## [Work to complete]
Every record should be copied exactly, and the images omitted.

[Stored data entries]
________
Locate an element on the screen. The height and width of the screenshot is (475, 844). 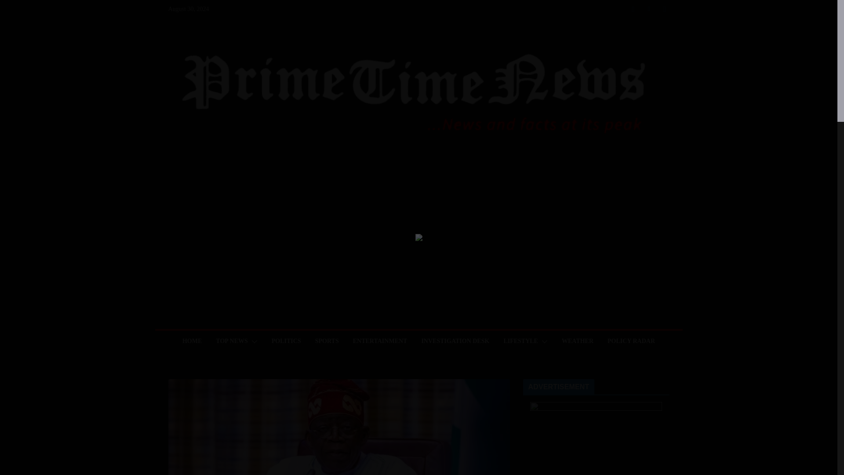
WEATHER is located at coordinates (577, 341).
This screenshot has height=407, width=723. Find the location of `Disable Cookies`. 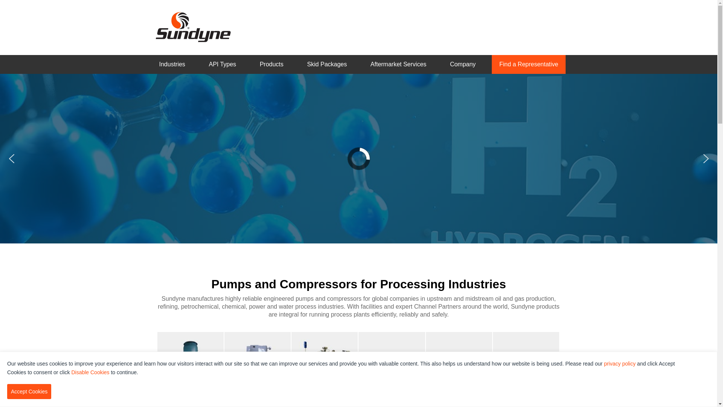

Disable Cookies is located at coordinates (90, 372).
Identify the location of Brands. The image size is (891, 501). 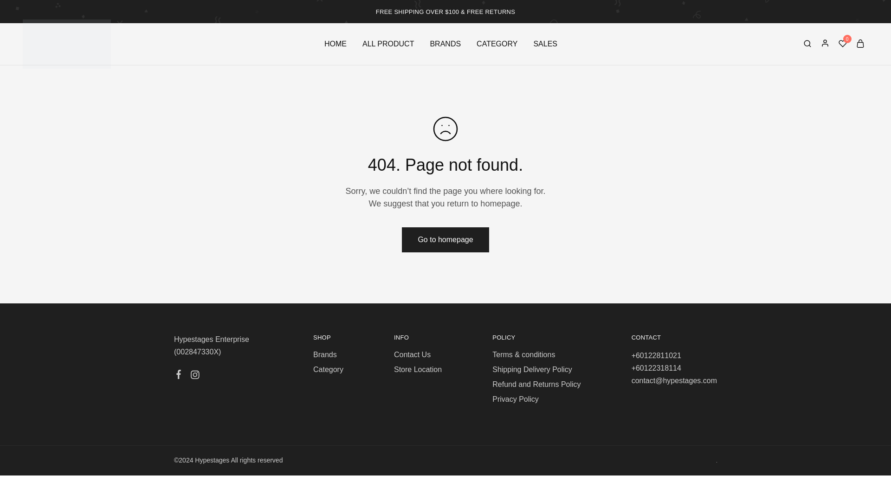
(325, 355).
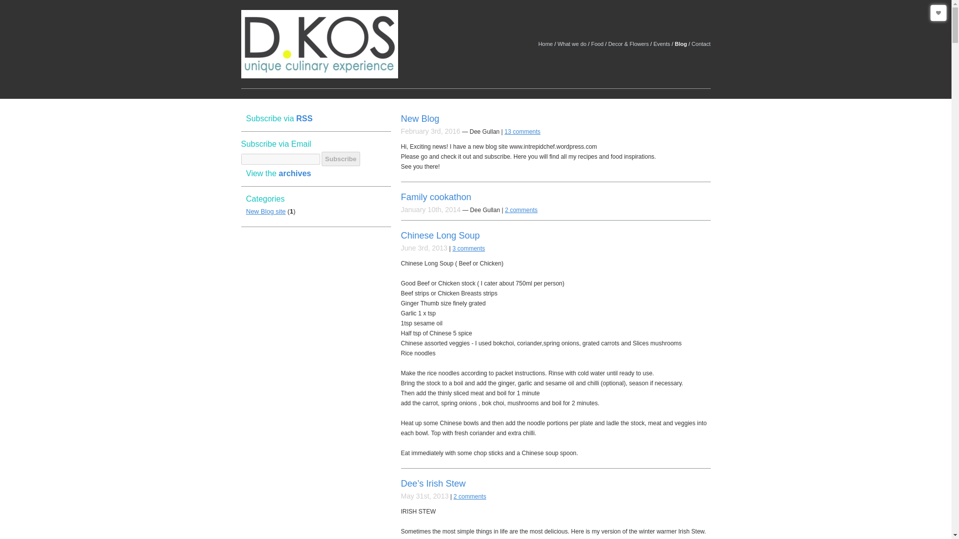 This screenshot has width=959, height=539. I want to click on Subscribe, so click(341, 159).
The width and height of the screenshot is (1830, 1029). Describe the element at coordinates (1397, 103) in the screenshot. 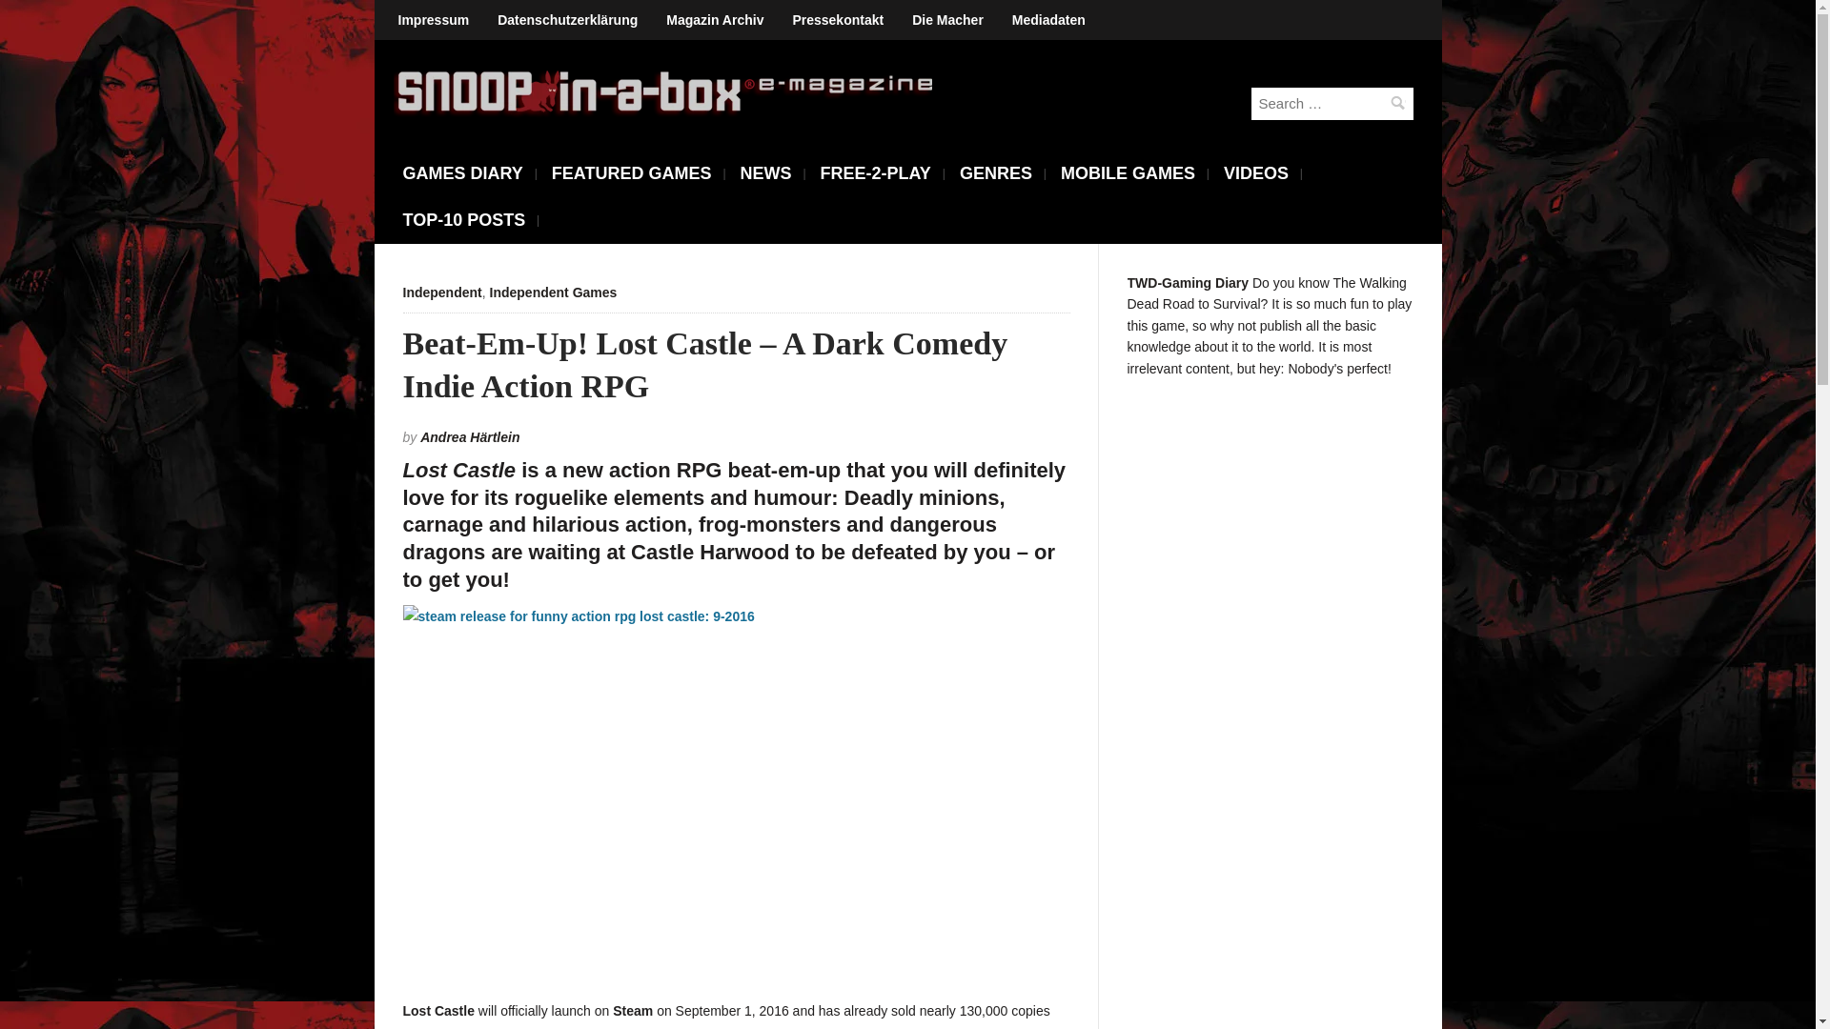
________
## [Output below]
Locate an element on the screen. The height and width of the screenshot is (475, 844). 
WEATHER is located at coordinates (577, 341).
This screenshot has height=407, width=723. Find the location of `Disable Cookies`. 

Disable Cookies is located at coordinates (90, 372).
Identify the location of Brands. The image size is (891, 501). 
(325, 355).
 This screenshot has width=959, height=539. I want to click on Subscribe, so click(341, 159).
The width and height of the screenshot is (1830, 1029). Describe the element at coordinates (1397, 103) in the screenshot. 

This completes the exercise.